We believe that this new, expanded view of TE will provide a broader, more inclusive notion which will therefore be relevant to more lives and to more of life.

ACKNOWLEDGEMENTS

We are grateful to audiences in Bristol, Sheffield, Durham, and London for comments on the paper. We also thank Jason Konek, Samir Okasha, Richard Pettigrew, and an anonymous referee for offering helpful comments on this paper. Havi Carel thanks the Wellcome Trust, for funding her research via a Senior Investigator Award (grant number 103340).

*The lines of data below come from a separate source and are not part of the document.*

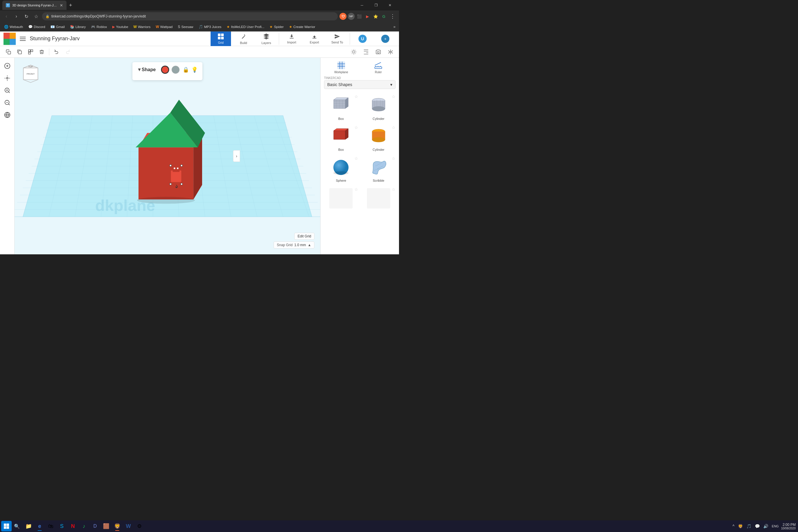  I want to click on viewport: dkplane, so click(168, 156).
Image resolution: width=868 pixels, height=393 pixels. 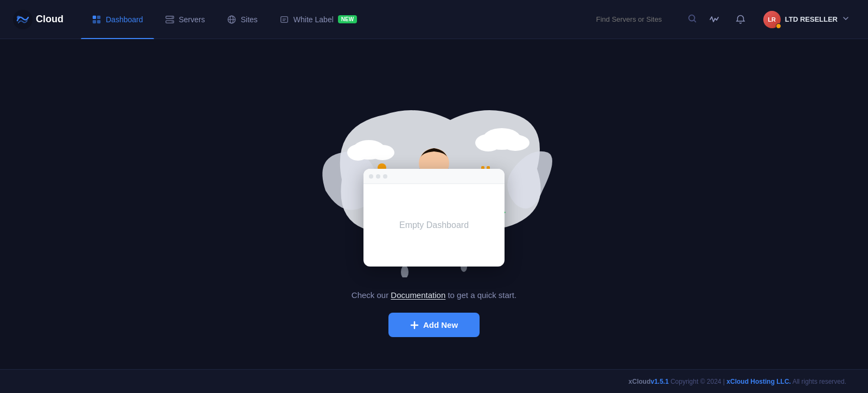 What do you see at coordinates (418, 295) in the screenshot?
I see `documentation-link: Documentation` at bounding box center [418, 295].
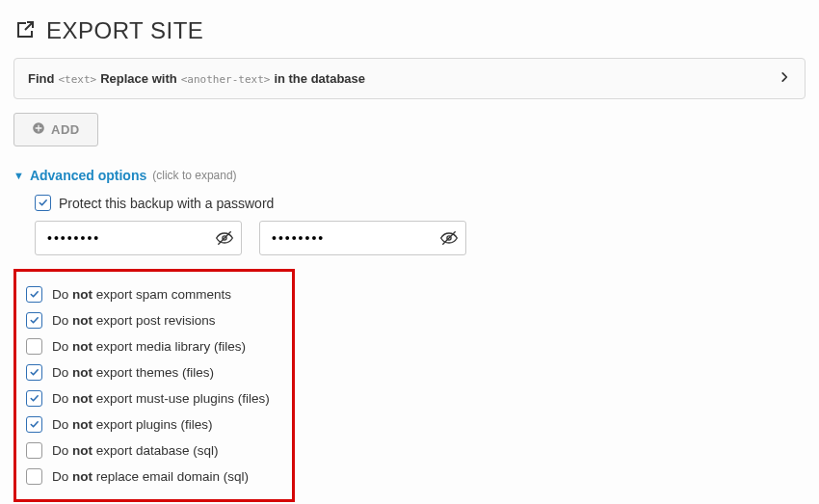 The width and height of the screenshot is (819, 504). Describe the element at coordinates (152, 399) in the screenshot. I see `export-option-row: Do not export must-use plugins (files)` at that location.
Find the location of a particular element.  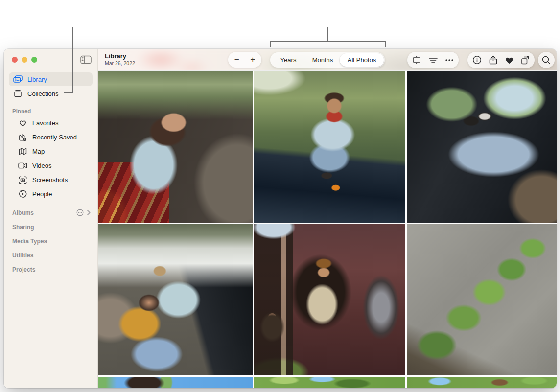

fullscreen-button is located at coordinates (34, 60).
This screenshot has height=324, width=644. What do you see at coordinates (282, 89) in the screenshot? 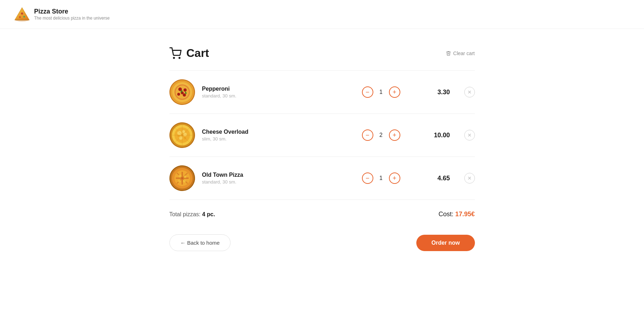
I see `item-name-pepperoni: Pepperoni` at bounding box center [282, 89].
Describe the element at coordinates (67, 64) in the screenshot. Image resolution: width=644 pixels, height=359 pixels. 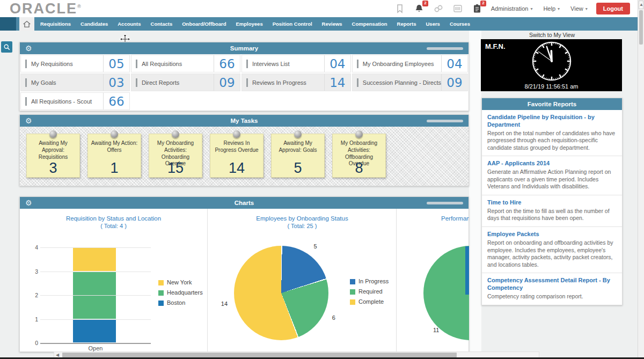
I see `tile-label: My Requisitions` at that location.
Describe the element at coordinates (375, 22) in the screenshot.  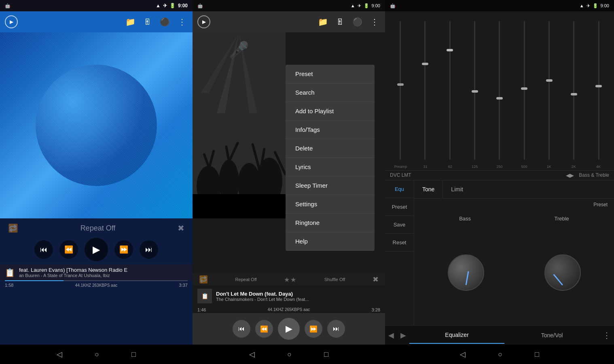
I see `more-icon-2: ⋮` at that location.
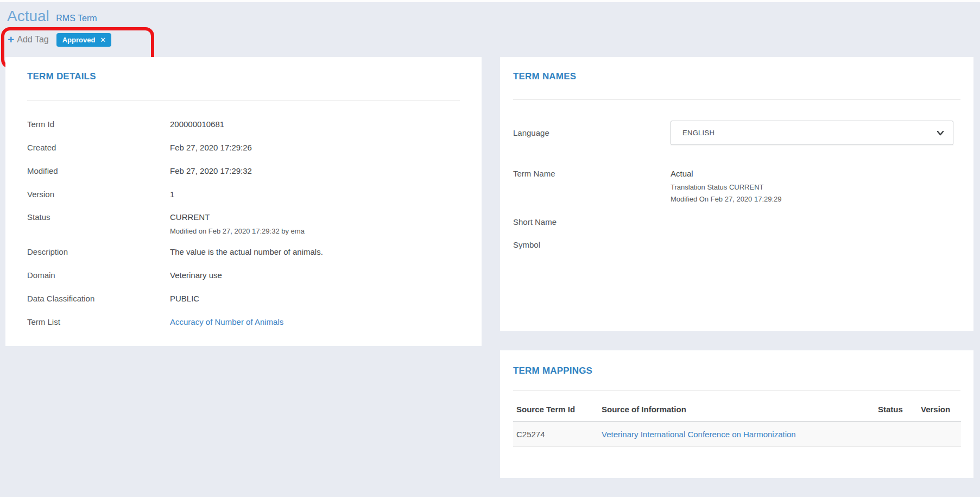  I want to click on field-value-domain: Veterinary use, so click(196, 275).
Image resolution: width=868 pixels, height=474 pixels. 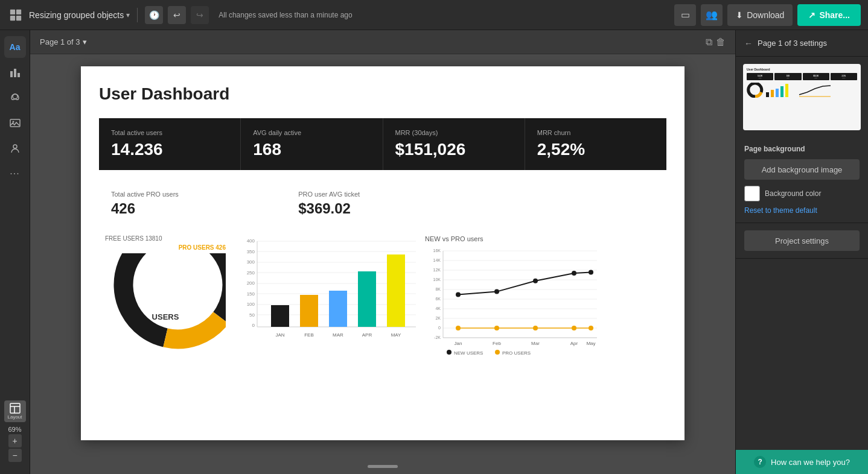 What do you see at coordinates (459, 344) in the screenshot?
I see `svg-text: Jan` at bounding box center [459, 344].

Carel H, Kidd IJ. Expanding transformative experience. Eur J Philos. 2020;28:199–213. 10.1111/ejop.12480

ENDNOTES

1

Again, we are not claiming that decision theory does not have responses to these challenges. What we are interested in is the view of agency and the place of the “facts of life” within discussions about choice.

2

We do not claim that such lives are more or less typical than the ones analysed by Paul, but that there is more diversity in life circumstances than Paul considers in her analysis. Such lives are perhaps atypical for philosophers but are common in developing countries, war zones, nondemocratic regimes, and as seen recently in the euphemistic “family separation” catastrophe in the United States, also in procedurally democratic regimes. Such lives are typical of disenfranchised, poor, and discriminated against individuals and groups everywhere.

3

We are grateful to Richard Pettigrew for pointing out to us the usefulness of evaluative decision theory to diagnosing this particular harm.

4

This is an example of what Ruth Chang (2015) calls “choice‐based” transformation, as opposed to “event‐based” transformations discussed by Paul. In “choice‐based” transformation it is the making of the choice itself that is transformative, regardless of its consequences.

5

http://www.robertburns.org/works/75.shtml (accessed July 13, 2018).

7

For a broader range of nonvoluntary and involuntary TEs sees Richard Pettigrew, Choosing for Changing Selves (unpublished manuscript, p. 184).

8

Rachel McKinnon makes a similar point about the decision to undergo gender reassignment. As she puts it: “some trans people's experiences of transition as the only option other than suicide (or a life of extreme unhappiness) shows us that in contexts such as these, choosing to undertake a transformative experience becomes rational” (McKinnon, 2015, pp. 424–425). However, we claim that this does not make the decision rational but that it is not a decision in the full sense at all.

9

For an extreme account of such transformation by disability, see Jean‐Dominic Bauby's account of his stroke and the resulting “locked‐in syndrome” he suffered, described in his memoir, The Diving Bell and the Butterfly, originally published in 1997 (English translation 1998, Vintage Books).

10

This point is discussed in detail by Richard Pettigrew in his forthcoming Choosing for Changing Selves, see especially Chapter 12.